Jan 25, 2020, 10:04 AM

I understand that you can’t convince a theologian to abandon supernatural dependency, nor can you convince a platonist to abandon his independence from reality. Both are habituations where the cost of reformation is beyond their comprehension.

Science depends on realism, naturalism, operationalism, and empiricism is a process of producing testimony in the absence of faith – a warranty to the absence of faith, bias, fictionalism, and deceit. So, there is no substantive difference between the fictionalisms of theology(supernaturalism) and platonism(idealism), including mathematical platonism, where there is a vast substantive difference between Realism and those fictionalisms.

The Realist argument is quite simple: that Realism, including Mathematical Realism, depends not upon declared (arbitrary) axioms but discovered(non arbitrary) laws: Realism, Naturalism, and Operationalism. And Platonism(Idealism) eliminates the dependency on operationalism in exchange for (at the cost of) circular reference, and theology eliminates the dependency on realism and naturalism again in exchange for (cost of) circular reference.

Conversely, to testify to a claim, instead of circular reference we CAN only depend upon the sets: (a) realism, naturalism, operationalism, empiricism, (b) categorical and logical internal consistency, (c) rational choice by known incentives under bounded rationality, and reciprocity by the same criteria in the case of others; and (d) stated limits, full accounting within those limits, and competitive parsimony in between propositions.

So again, mathematics contains many fictionalisms (sophisms) to substitute obscurant non-operational for clear operational causes.

First, the most obvious (as @pennyKarma has stated) is that (i) numbers exist only as names of positions (in an order) and positions in an order alone; (ii) given that all of mathematics is constructed using rational operations (ratio-operations, operations that express ratios) and all of mathematics must be because position is the only constant relation, and (iii) positions produce scale independence, then (iv) a limit is merely the means of arbitrarily choosing the precision at which one rounds upward. So that is step one, the number and rounding.

Step two is the line, and three geometry. For step two the line, there is no number line. There are only positional names. One must fictionalize a line to create dependence upon the line. In other words create a circular reference, a tautology, not a proof.

Step three is the geometric. Let’s take the square root of two which cannot exist (cannot be calculated) without first defining arbitrary limit of precision. The sophistry is that while yes we can deduce a ratio from geometric ideals, the pencil line on paper, or the string used to square four posts in construction, provide limits.

I’ll avoid going through algebra, calculus and statistics on the same premises.

In any event, mathematical sophistry has not gone through the reformation Brouwer recommended, Bridgman achieved in physics, Hilbert warned us about, and Cantor and Bohr buried us in for a century. And while, thanks to Turing, the cognitive scientists forced a reform in psychology by forcing their adoption of operationalism – all too slowly correcting a century of pseudoscience, the Turing revolution and the computer science revolution has failed to inspire a reformation in mathematics – which was lost in sets when it is and must be, like all things, an operational (existential) discipline. Instead, just as philosophers doubled down on the failure of the analytic program, the mathematicians have doubled down on the failure of the pure-mathematics program. So until we discover geometric equivalent of mathematics (which Wolfram has at least touched on), It will be impossible for the discipline of mathematics to reform. And we will continue to see mathematical sophistry and the pseudoscientific nonsense that results from it plague our civilization.

My hope is that de-platonization and de-mystification of mathematics is made possible this century in an effort to improve mathematical education by restoring it to geometric operational and existential rather than set, verbal, and ideal sophistry. But ‘churches reform slowly and only as a last resort”.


What the task requires:
Starting at the line that contains "The width and height of the screenshot is (1102, 599)." and ending at the final line of the entries below, write out each line exactly as it appears, but omit the pictures.

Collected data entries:
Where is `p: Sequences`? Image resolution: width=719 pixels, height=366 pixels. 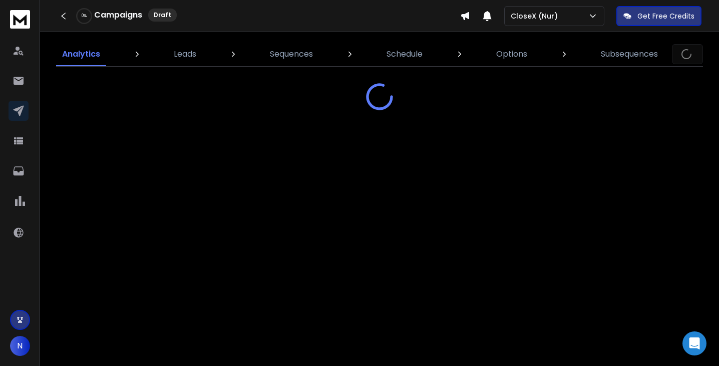
p: Sequences is located at coordinates (292, 54).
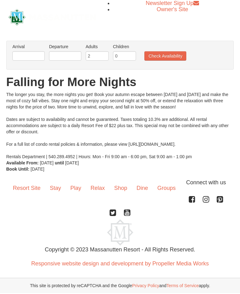 Image resolution: width=240 pixels, height=294 pixels. Describe the element at coordinates (27, 188) in the screenshot. I see `a: Resort Site` at that location.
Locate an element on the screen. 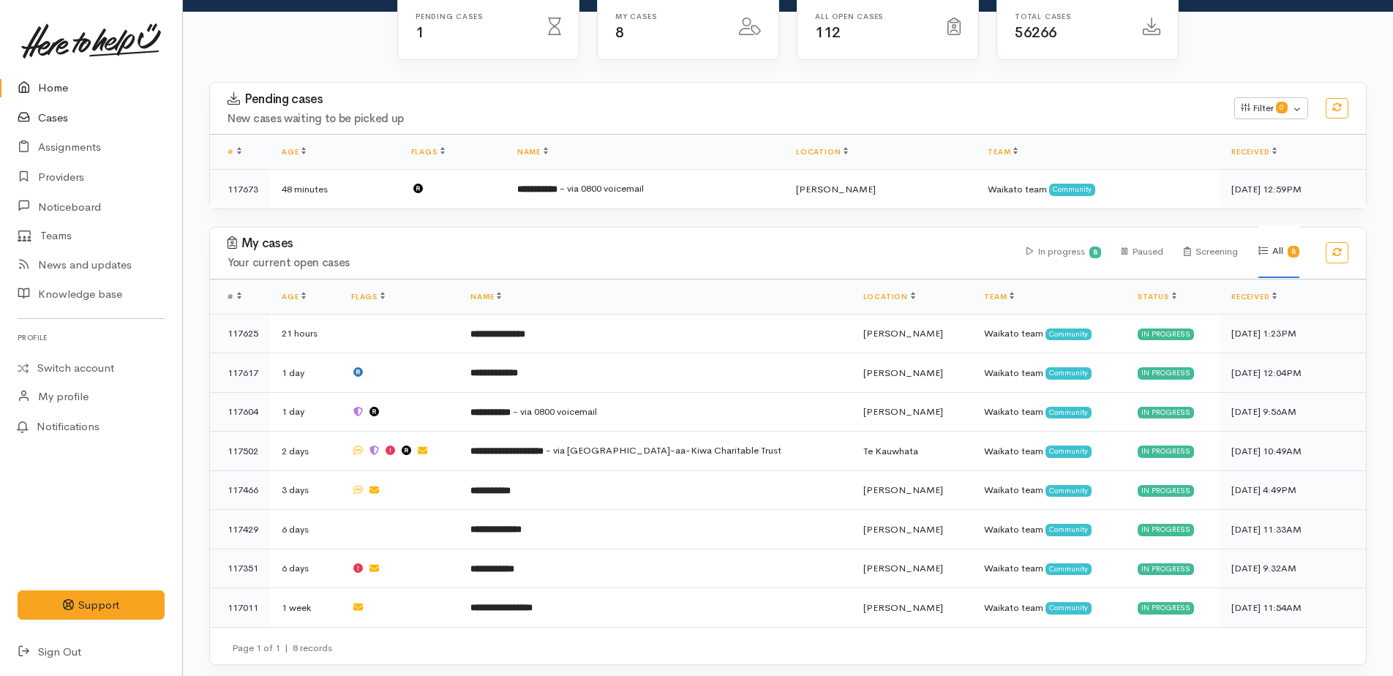 The width and height of the screenshot is (1393, 676). small: Page 1 of 1 8 records is located at coordinates (282, 648).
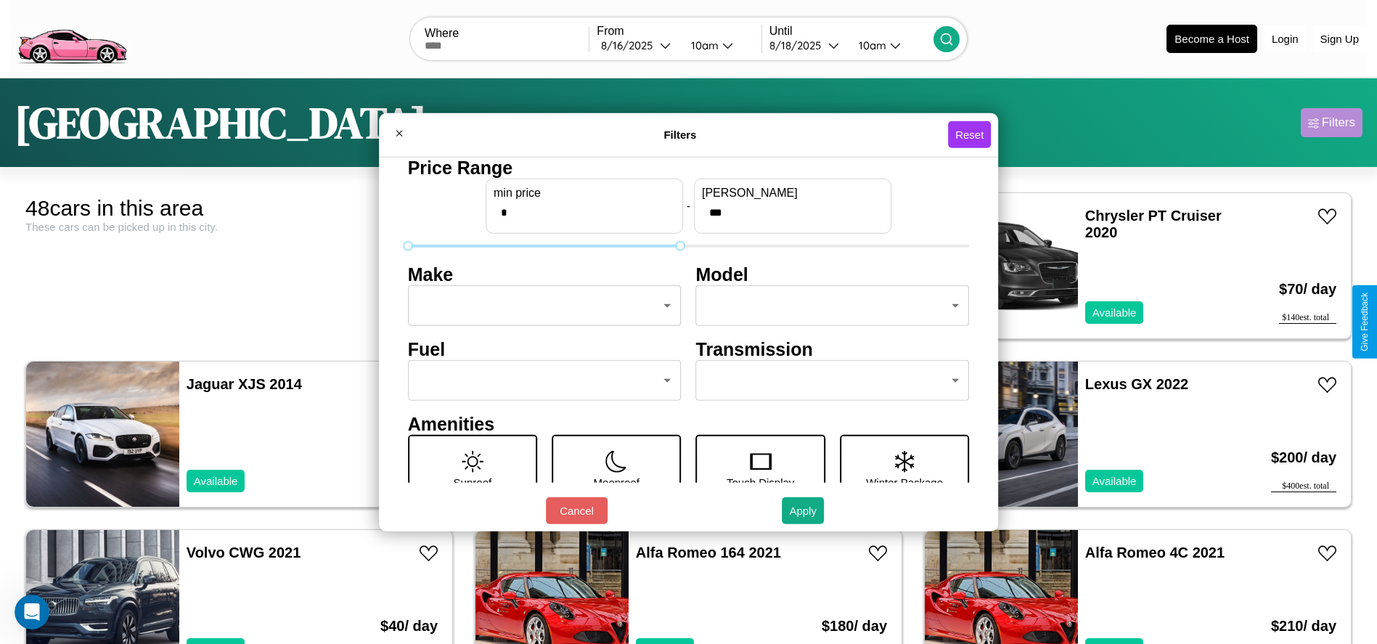 Image resolution: width=1377 pixels, height=644 pixels. I want to click on button: Apply, so click(803, 510).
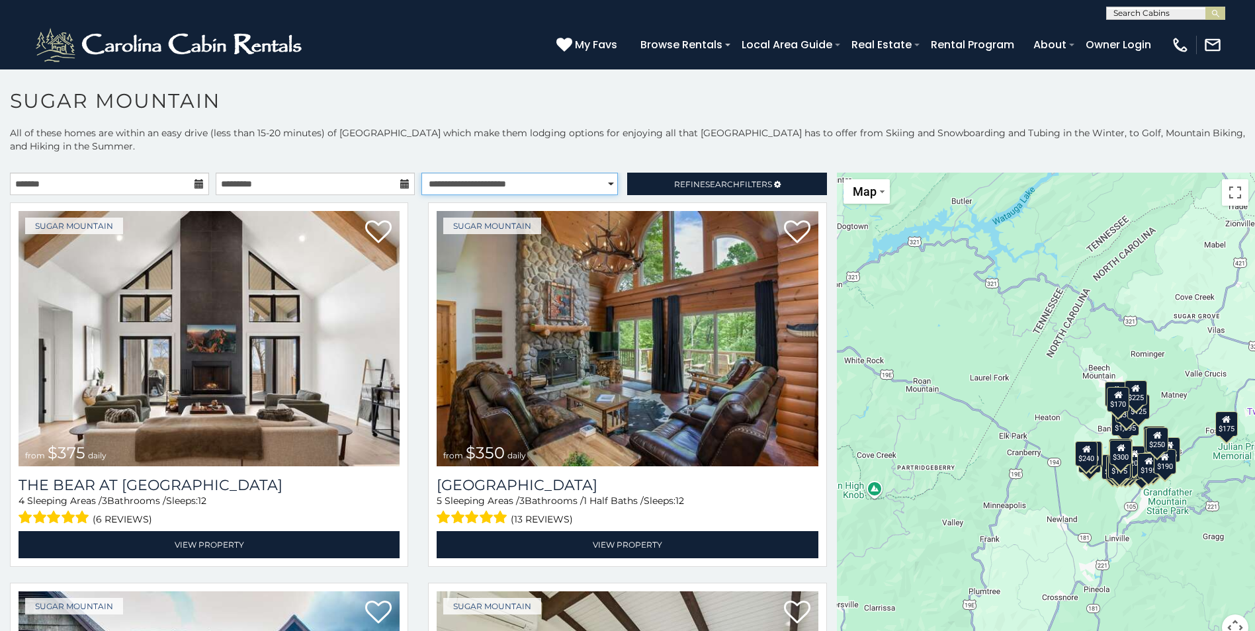  Describe the element at coordinates (1121, 451) in the screenshot. I see `div: $265` at that location.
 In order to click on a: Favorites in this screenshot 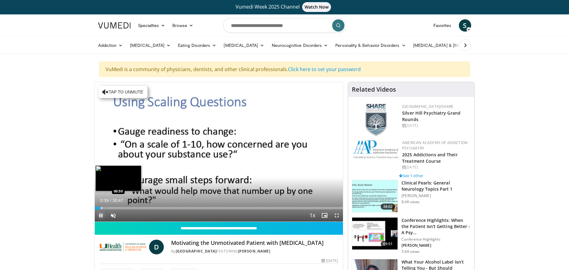, I will do `click(442, 25)`.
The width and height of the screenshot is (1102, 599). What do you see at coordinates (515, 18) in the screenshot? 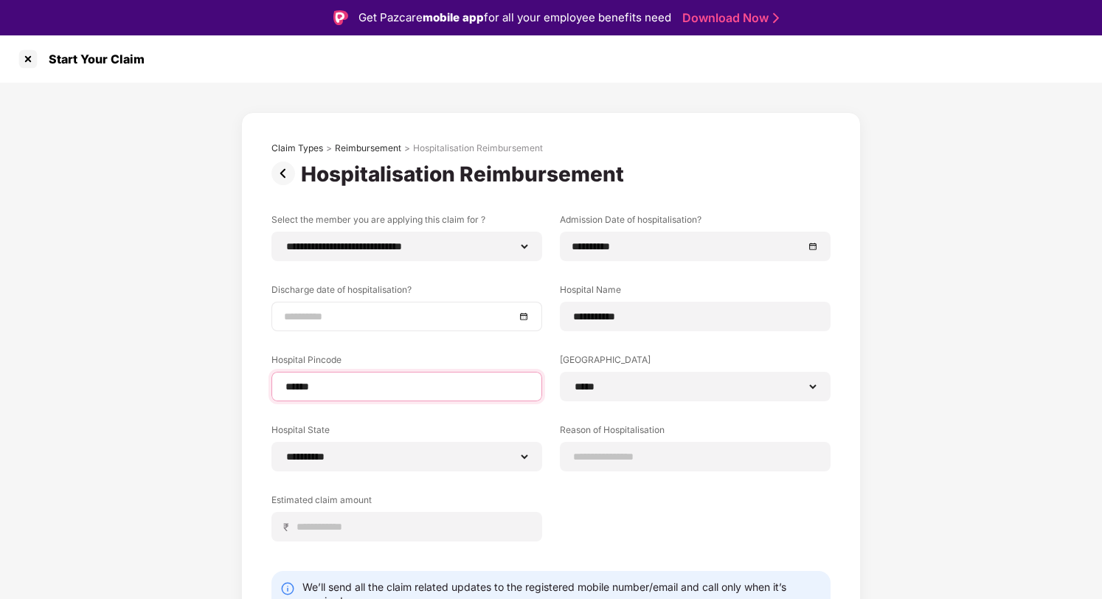
I see `div: Get Pazcare for all your employee benefits need` at bounding box center [515, 18].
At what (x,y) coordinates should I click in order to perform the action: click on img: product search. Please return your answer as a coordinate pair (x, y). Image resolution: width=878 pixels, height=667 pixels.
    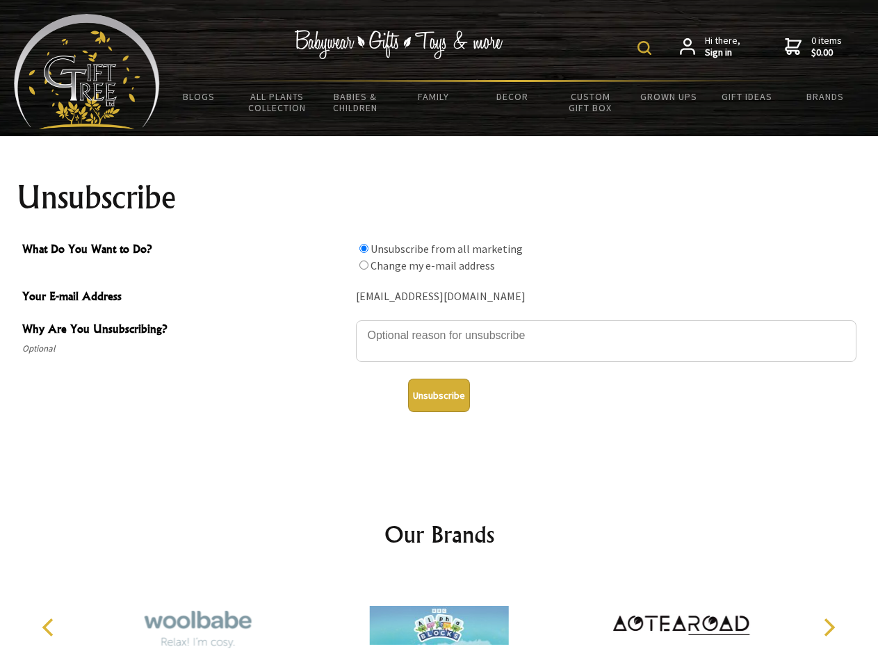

Solution for this exercise:
The width and height of the screenshot is (1102, 599). What do you see at coordinates (515, 18) in the screenshot? 
I see `div: Get Pazcare for all your employee benefits need` at bounding box center [515, 18].
At what (x,y) coordinates should I click in order to perform the action: click on img: product search. Please return your answer as a coordinate pair (x, y). Image resolution: width=878 pixels, height=667 pixels.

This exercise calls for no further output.